In an interview printed in the Paris “Temps” of March 25, 1919, Count Bernstorff, former Ambassador to the United States, said:

“The armistice of November 11 was signed when all the Powers interested had accepted the program of peace proposed by President Wilson. Germany is determined to keep to this agreement, which history will regard, in a way, as the conclusion of a preliminary peace. She herself is ready to submit to the conditions arising from it, and she expects all the interested Powers to do the same.”

The President’s reversal was diplomatically covered under various specious pretexts by the staff of English journalists at the peace conference. Sir J. Foster Frazer put it this way: “Mr. Wilsonhas broadened in vision since he came to Paris. He has abandoned his purely national point of view.”
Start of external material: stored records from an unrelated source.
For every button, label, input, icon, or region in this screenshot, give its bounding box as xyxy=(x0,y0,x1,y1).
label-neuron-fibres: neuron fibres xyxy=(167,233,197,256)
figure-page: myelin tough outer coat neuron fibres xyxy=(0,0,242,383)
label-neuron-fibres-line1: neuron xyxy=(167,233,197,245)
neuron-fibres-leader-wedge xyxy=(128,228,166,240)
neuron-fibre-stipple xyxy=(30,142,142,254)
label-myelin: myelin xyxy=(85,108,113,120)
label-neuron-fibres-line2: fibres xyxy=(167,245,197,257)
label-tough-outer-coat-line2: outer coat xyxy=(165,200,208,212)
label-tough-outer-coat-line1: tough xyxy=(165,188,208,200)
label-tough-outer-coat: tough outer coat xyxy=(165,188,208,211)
The same writer discoursed entertainingly of the methods pursued in the conference. “Except at intervals,” he wrote, “the conferences are not in public, that is when a certain number of journalists are permitted to be present. The great things are debated in private, and at these private conversations in M. Pichon’s room at the French Foreign Office, the full representation of the five powers is not in attendance.... The full conferences of the seventy delegates will have but little option but to acquiesce with the conclusion of the ten.... It is a perfectly open secret that the three men who are ‘running the show’ are M. Clemenceau, Mr. Wilson and Mr. Lloyd George.”

The noble writer frankly admits that the conferences revolved around the secret treaties among the Allies instead of the Fourteen Points. He reports:

“We already know there were three secret treaties made during the war and to all of which Great Britain was a party; (1) conceding to Italy the Dalmatian coast in return for her help, (2) the concession of the former German islands in the North Pacific to Japan, (3) the promise of Damascus to the King of Hedjaz.”

Again he says: “Japan is in possession of the Marshall and Caroline groups of islands in the Pacific, and has a document signed by both France and Britain that she shall retain them.”

So much for “open covenants openly arrived at,” though they do not cover all the secret pacts which determined the conditions of peace.

Only once Mr. Wilson rose to the importance of his mission, when he declared that Fiume must go to the Jugo-Slav Republic. His announcement was soon followed by an invasion of Fiume under d’Annunzio, the Italian poet-patriot, with the apparent secret connivance of our associates in the war.